The Cape Colony
The campaign to separate South Africa's Western Cape from the rest of the country is not only a symptom of white privilege, but also of the myth that the province is better run.
The campaign to separate South Africa's Western Cape from the rest of the country is not only a symptom of white privilege, but also of the myth that the province is better run.
Surveys on race by South Africa’s Institute of Race Relations (IRR) are deeply flawed and cynically used. Its influence on mainstream politics is significant and dangerous.
On the last episode of our sports and music series on Africa Is a Country Radio, we visit with Sean Jacobs and Tony Karon of the Eleven Named People podcast to preview the 2022 men's World Cup football tournament.
In a US confronting its own anti-black racism, sentimental imaginings of Africa do little but uphold the white savior industrial complex.
Despite the country’s marker as a “racial democracy,” racism and prejudice still persist in Brazil, often violently and with deadly consequences.
In the third installment on Afrobeat in South America, political scientist Simon A. Akindes writes about Newen Afrobeat from Chile’s capital.
A scholar of Black Brazil discusses the past, present, and future of the antiracist movement, in the run up to this year's presidential elections.
Shobana Shankar's new book, 'Africa, India and the Spectre of Race' (Hurst/Oxford, 2021) explores this complicated history.
Zoë Wicomb thinks she knows why black South African readers appreciate Damon Galgut’s Booker Prize-winning novel 'The Promise' (2021) whilst many white readers were turned off by it.
What happens to the contemporary explosion of moral panics, urban legends, and other paranoid narratives when they manifest in a place like South Africa?
The historian Premesh Lalu’s film about an apartheid-era cinema on the Cape Flats also offers a glimpse of a future beyond racism for South Africa.
The novelist Nadifa Mohamed complicates Britain’s troubled, racist legal history through the personal tale of one otherwise insignificant person, a Somali immigrant to Cardiff in Wales.
Cape Town-based activist Axolile Notywala wants to bring people from different backgrounds together to build a movement on what it means to be free in South Africa.
The Rise and Fall of National Wake, South Africa’s first multiracial punk band at the height of apartheid, that sang about state violence and political freedoms.
To understand why it is single young men that are the primary target of Britain’s deportation of asylum-seekers to Rwanda, we need to revisit the country’s history.
Pharaonism, a mode of national identification linking people living in Egypt today with ancient pharaohs. It emerged partly as an alternative to colonial British efforts to racialize Egyptians as people of color.
At the world’s most prestigious art exhibition, all is not well when it comes to relative newcomers from the African continent.
On this month's AIAC Radio, Boima celebrates all things basketball, looking at its historical relationships with music and race, then focusing on Africa's biggest names in the sport.
Siphiwe Gloria Ndlovu's novel "The Theory of Flight" may be the first to take seriously Zimbabwe’s complicated race politics, beyond the obvious black vs whites.
Why did North Africans and Middle Easterners almost overnight go from being comrades-in-struggle to racial intruders in Africa and in African American cities?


- **TASK DESCRIPTION**
Please output only the lines that begin at the line with "Extract the location" and run through the end of the entries below, exactly as written. Drop all pictures.

- **Annotated photo localization data**
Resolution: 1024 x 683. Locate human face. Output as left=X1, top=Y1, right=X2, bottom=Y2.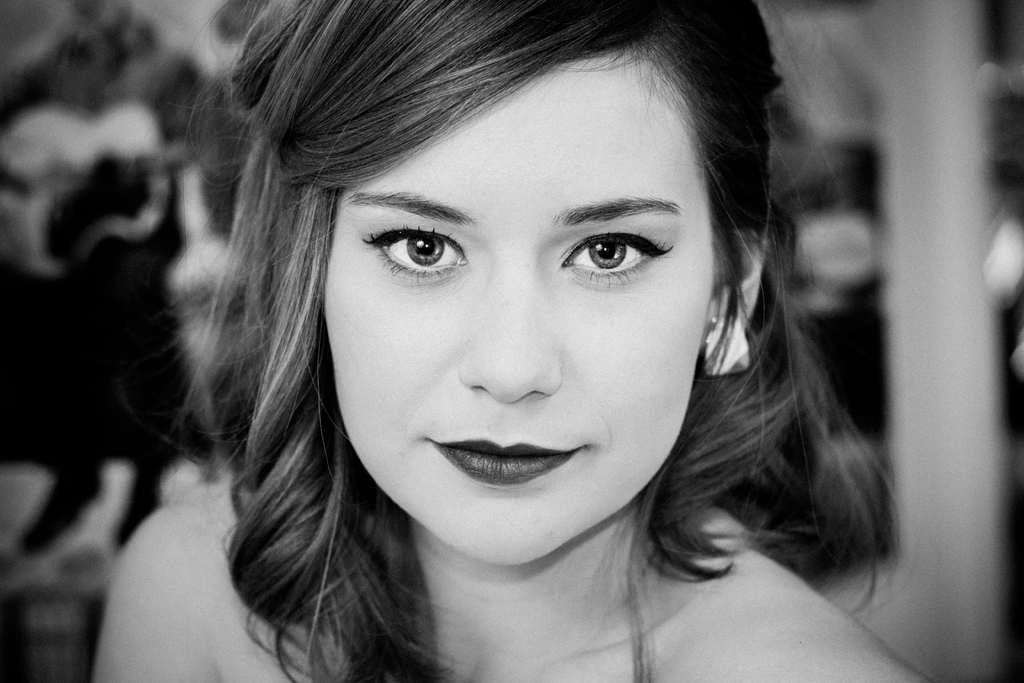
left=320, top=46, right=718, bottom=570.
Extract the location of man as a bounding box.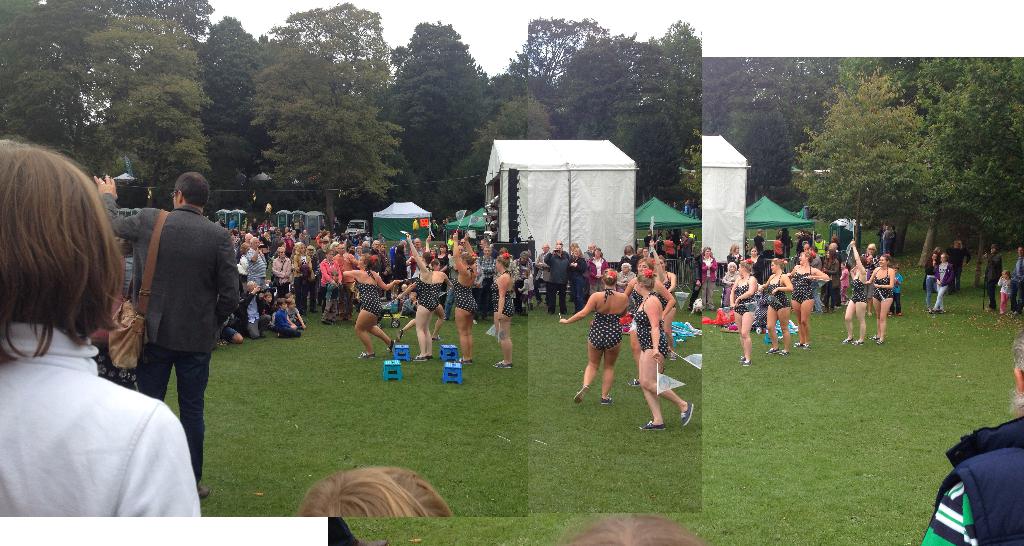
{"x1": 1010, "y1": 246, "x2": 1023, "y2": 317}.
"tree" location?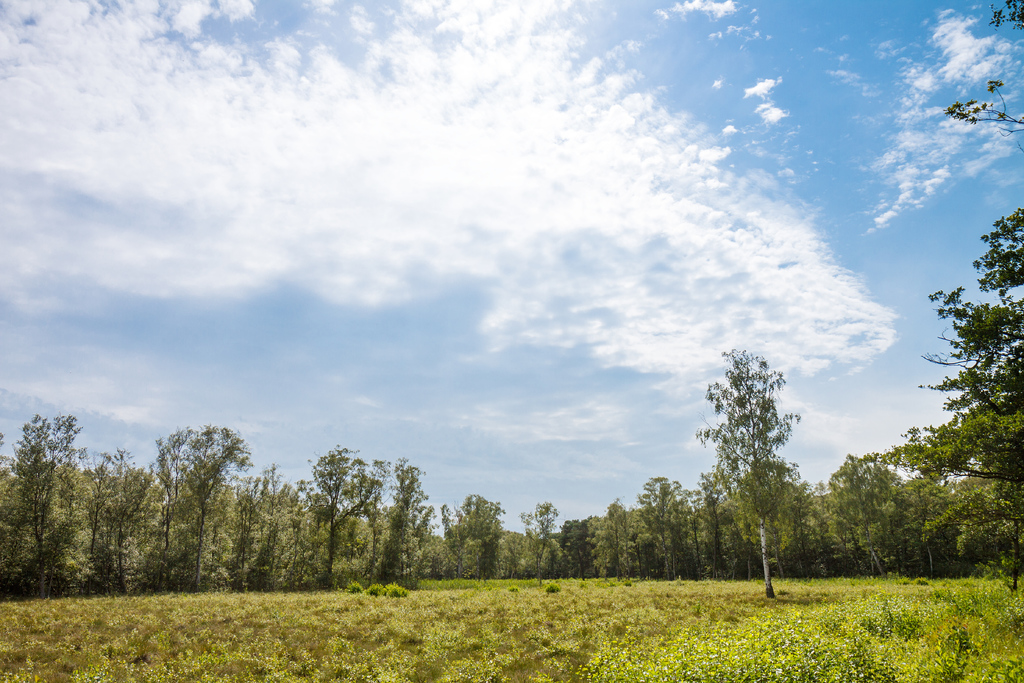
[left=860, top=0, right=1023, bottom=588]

- **FINAL ANSWER**
Extract the location of man as a bounding box.
{"x1": 1010, "y1": 246, "x2": 1023, "y2": 317}.
"tree" location?
[left=860, top=0, right=1023, bottom=588]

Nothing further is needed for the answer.